Updated

Adding to the FBI's embarrassment over its mishandling of evidence related to the Oklahoma City bombing case, the agency's Baltimore bureau has turned up seven more documents that should have been forwarded to Timothy McVeigh's lawyers, a government official said Monday night, speaking on condition of anonymity.

The seven documents add to the thousands of pages of evidence the FBI failed to turn over to the mass murderer's lawyers — on Thursday it was revealed that 3,135 pages of investigative materials, including interview reports and physical evidence such as photographs, tapes and letters, were withheld.

The FBI requested last Friday that all special agents in charge and assistant directors at all field offices certify that they had turned over all documents that were required to be turned over. That certification has been completed, the source said. The Baltimore documents had already been found before that communication went out.

The discovery of the seven documents was first reported in Tuesday's editions of the Los Angeles Times.

In another development, an anonymous government official disclosed Monday that FBI field offices had been told in December 2000 that some of the bombing records could be discarded, and that those instructions were retracted a month later after archivists discovered that some offices had failed to turn over all their evidence to McVeigh's lawyers.

By January, the source said, archivists became concerned that some documents could be thrown out by mistake. They contacted field offices again, instructing them to send all investigative materials to the Oklahoma City bureau, where the materials were being archived.

Archivists had already discovered that a small percentage of the reports they were receiving had never been turned over to McVeigh's lawyers, the official said.

There was no indication that investigative materials that should have been turned over had been destroyed, but the possibility could not be ruled out, the official said.

"The FBI is tracking down the path of every document that the prosecution turned over to defense attorneys last week," said Mike Kortan, an FBI spokesman.

After last week's disclosure, Attorney General John Ashcroft pushed back McVeigh's execution — originally scheduled for this Wednesday — until June 11 to give the bomber's attorneys time to review the documents. McVeigh's lawyers are poring over the documents; McVeigh is weighing whether the documents provide an opportunity to raise legal challenges to his conviction and execution.

Government prosecutors who worked on the McVeigh case never saw the documents either. They are now sifting through them as well.

Ashcroft said Justice Department attorneys have looked at the papers and don't think they contain anything that creates any doubt about McVeigh's guilt.

A CBS News poll showed that 69 percent of Americans agree with Ashcroft's decision to delay the execution. McVeigh was to be executed for the April 19, 1995 bombing of the Alfred P. Murrah Federal Building in Oklahoma City that killed 168 people, including 19 children.

With McVeigh's execution set for May, the FBI at the end of last year was doing a routine archiving of all Oklahoma City bombing materials — standard practice in wrapping up a case — when the undisclosed documents were discovered.

Law enforcement officials familiar with the matter have said that the newly disclosed documents are a small percentage of the millions generated during the investigation.

The FBI was moving to a new computer system when investigative documents were being filed electronically and some may never have been downloaded into set of master databases housing all Oklahoma City bombing records, they said. Many of the withheld documents are interview reports about a possible McVeigh accomplice who never materialized, the so-called John Doe No. 2.

McVeigh, who has said there was no John Doe No. 2, reiterated that position in a letter to the Houston Chronicle. His former attorney Stephen Jones has alleged McVeigh was one of a group of conspirators.

"Jones has been thoroughly discredited, so I'm not going to break a sweat refuting his outlandish claims point-by-point," McVeigh wrote in the letter mailed from the federal prison in Terre Haute, Ind.

"Does anyone honestly believe that if there was a John Doe 2 (there is not), that Stephen Jones would still be alive?" McVeigh wrote.

Justice Department Inspector General Glenn Fine has launched an investigation into the belated disclosure of McVeigh documents, said a Justice Department official. Ashcroft requested the investigation on Friday.

The Associated Press contributed to this report.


Report, from the records below, every line where the word "into" appears.

===== Data for review =====

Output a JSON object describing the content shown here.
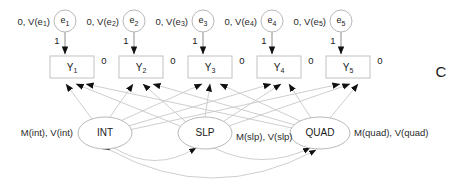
{
  "diagram": {
    "corner_label": "C",
    "background_color": "#ffffff",
    "line_color": "#c8c8c8",
    "text_color": "#1a1a1a"
  },
  "residuals": [
    {
      "id": "e1",
      "name": "e",
      "subscript": "1",
      "param_label": "0, V(e1)",
      "loading_label": "1",
      "cx": 65,
      "cy": 21
    },
    {
      "id": "e2",
      "name": "e",
      "subscript": "2",
      "param_label": "0, V(e2)",
      "loading_label": "1",
      "cx": 134,
      "cy": 21
    },
    {
      "id": "e3",
      "name": "e",
      "subscript": "3",
      "param_label": "0, V(e3)",
      "loading_label": "1",
      "cx": 203,
      "cy": 21
    },
    {
      "id": "e4",
      "name": "e",
      "subscript": "4",
      "param_label": "0, V(e4)",
      "loading_label": "1",
      "cx": 272,
      "cy": 21
    },
    {
      "id": "e5",
      "name": "e",
      "subscript": "5",
      "param_label": "0, V(e5)",
      "loading_label": "1",
      "cx": 341,
      "cy": 21
    }
  ],
  "indicators": [
    {
      "id": "Y1",
      "name": "Y",
      "subscript": "1",
      "intercept_label": "0",
      "cx": 72,
      "cy": 67
    },
    {
      "id": "Y2",
      "name": "Y",
      "subscript": "2",
      "intercept_label": "0",
      "cx": 141,
      "cy": 67
    },
    {
      "id": "Y3",
      "name": "Y",
      "subscript": "3",
      "intercept_label": "0",
      "cx": 210,
      "cy": 67
    },
    {
      "id": "Y4",
      "name": "Y",
      "subscript": "4",
      "intercept_label": "0",
      "cx": 279,
      "cy": 67
    },
    {
      "id": "Y5",
      "name": "Y",
      "subscript": "5",
      "intercept_label": "0",
      "cx": 348,
      "cy": 67
    }
  ],
  "latents": [
    {
      "id": "INT",
      "label": "INT",
      "param_label": "M(int), V(int)",
      "cx": 105,
      "cy": 133,
      "rx": 27,
      "ry": 16
    },
    {
      "id": "SLP",
      "label": "SLP",
      "param_label": "M(slp), V(slp)",
      "cx": 205,
      "cy": 133,
      "rx": 27,
      "ry": 16
    },
    {
      "id": "QUAD",
      "label": "QUAD",
      "param_label": "M(quad), V(quad)",
      "cx": 320,
      "cy": 133,
      "rx": 30,
      "ry": 16
    }
  ],
  "covariances": [
    {
      "id": "cov-int-slp",
      "from": "INT",
      "to": "SLP"
    },
    {
      "id": "cov-slp-quad",
      "from": "SLP",
      "to": "QUAD"
    },
    {
      "id": "cov-int-quad",
      "from": "INT",
      "to": "QUAD"
    }
  ]
}
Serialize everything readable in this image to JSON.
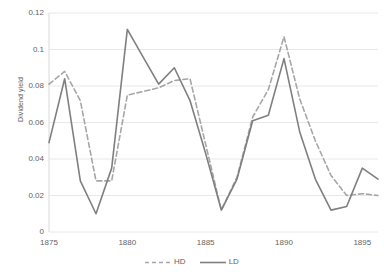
{
  "chart_data": {
    "type": "line",
    "title": "",
    "xlabel": "",
    "ylabel": "Dividend yield",
    "xlim": [
      1875,
      1896
    ],
    "ylim": [
      0,
      0.12
    ],
    "grid": true,
    "legend_position": "bottom",
    "x": [
      1875,
      1876,
      1877,
      1878,
      1879,
      1880,
      1881,
      1882,
      1883,
      1884,
      1885,
      1886,
      1887,
      1888,
      1889,
      1890,
      1891,
      1892,
      1893,
      1894,
      1895,
      1896
    ],
    "y_ticks": [
      0,
      0.02,
      0.04,
      0.06,
      0.08,
      0.1,
      0.12
    ],
    "y_tick_labels": [
      "0",
      "0.02",
      "0.04",
      "0.06",
      "0.08",
      "0.1",
      "0.12"
    ],
    "x_ticks": [
      1875,
      1880,
      1885,
      1890,
      1895
    ],
    "x_tick_labels": [
      "1875",
      "1880",
      "1885",
      "1890",
      "1895"
    ],
    "series": [
      {
        "name": "HD",
        "style": "dashed",
        "color": "#a6a6a6",
        "values": [
          0.081,
          0.088,
          0.072,
          0.028,
          0.028,
          0.075,
          0.077,
          0.079,
          0.083,
          0.084,
          0.048,
          0.012,
          0.03,
          0.063,
          0.078,
          0.107,
          0.073,
          0.05,
          0.031,
          0.02,
          0.021,
          0.02
        ]
      },
      {
        "name": "LD",
        "style": "solid",
        "color": "#7f7f7f",
        "values": [
          0.049,
          0.084,
          0.028,
          0.01,
          0.035,
          0.111,
          0.096,
          0.081,
          0.09,
          0.072,
          0.043,
          0.012,
          0.029,
          0.061,
          0.064,
          0.095,
          0.055,
          0.029,
          0.012,
          0.014,
          0.035,
          0.029
        ]
      }
    ],
    "legend": [
      {
        "label": "HD",
        "style": "dashed",
        "color": "#a6a6a6"
      },
      {
        "label": "LD",
        "style": "solid",
        "color": "#7f7f7f"
      }
    ],
    "colors": {
      "background": "#ffffff",
      "gridline": "#e8e8e8",
      "axis_text": "#636363",
      "hd_line": "#a6a6a6",
      "ld_line": "#7f7f7f"
    }
  }
}
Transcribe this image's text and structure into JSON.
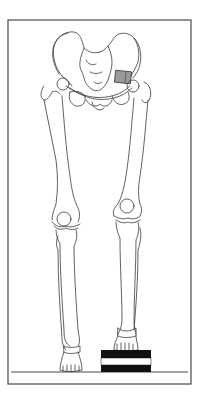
{
  "figure": {
    "colors": {
      "background": "#ffffff",
      "line": "#3a3a3a",
      "frame": "#4a4a4a",
      "graft_fill": "#9a9a9a",
      "block_black": "#111111",
      "block_white": "#ffffff"
    },
    "frame": {
      "x": 8,
      "y": 20,
      "width": 183,
      "height": 364
    },
    "ground_line_y": 372,
    "lift_block": {
      "x": 101,
      "y": 350,
      "width": 50,
      "height": 22,
      "bands": [
        "black",
        "white",
        "black"
      ]
    },
    "graft_wedge": {
      "x": 115,
      "y": 71,
      "width": 16,
      "height": 12
    },
    "elements": [
      "pelvis",
      "sacrum",
      "left-femur",
      "right-femur",
      "left-patella",
      "right-patella",
      "left-tibia",
      "left-fibula",
      "right-tibia",
      "right-fibula",
      "left-foot",
      "right-foot",
      "lift-block",
      "ground-line",
      "graft-wedge"
    ]
  }
}
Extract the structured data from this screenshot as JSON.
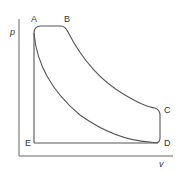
{
  "diagram": {
    "type": "p-v diagram",
    "axes": {
      "y_label": "p",
      "x_label": "v"
    },
    "points": [
      {
        "id": "A",
        "label": "A"
      },
      {
        "id": "B",
        "label": "B"
      },
      {
        "id": "C",
        "label": "C"
      },
      {
        "id": "D",
        "label": "D"
      },
      {
        "id": "E",
        "label": "E"
      }
    ],
    "colors": {
      "line": "#555555",
      "text": "#333333"
    }
  }
}
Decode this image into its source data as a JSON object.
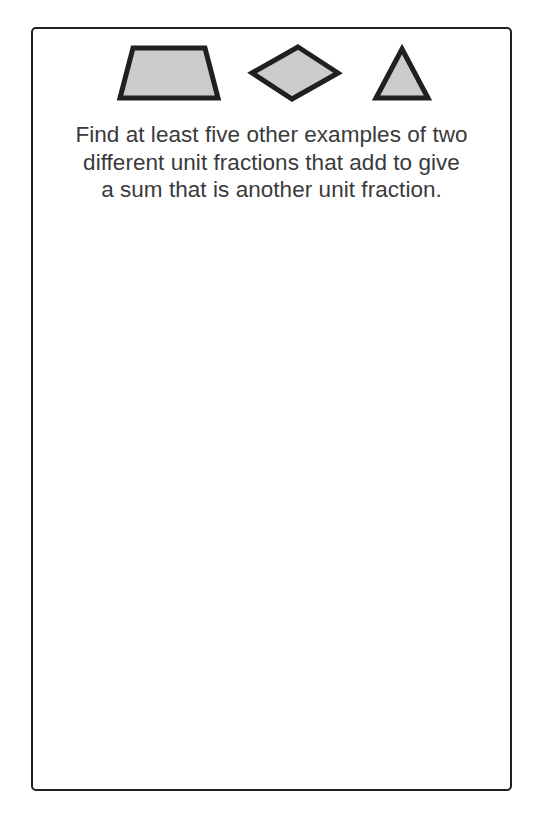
{
  "page": {
    "background_color": "#ffffff",
    "width": 545,
    "height": 821
  },
  "task_card": {
    "border_color": "#231f20",
    "background_color": "#ffffff"
  },
  "shapes": {
    "fill_color": "#cccccc",
    "outline_color": "#231f20",
    "items": [
      {
        "name": "trapezium",
        "label": "trapezium"
      },
      {
        "name": "rhombus",
        "label": "rhombus"
      },
      {
        "name": "triangle",
        "label": "triangle"
      }
    ]
  },
  "instruction": {
    "text_color": "#3a3a3c",
    "full_text": "Find at least five other examples of two different unit fractions that add to give a sum that is another unit fraction.",
    "lines": [
      "Find at least five other examples of two",
      "different unit fractions that add to give",
      "a sum that is another unit fraction."
    ]
  },
  "workspace": {
    "content": ""
  }
}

=====

■ **Exercise result**
Transcribe this image's text and structure into JSON.
Decode this image into its source data as a JSON object.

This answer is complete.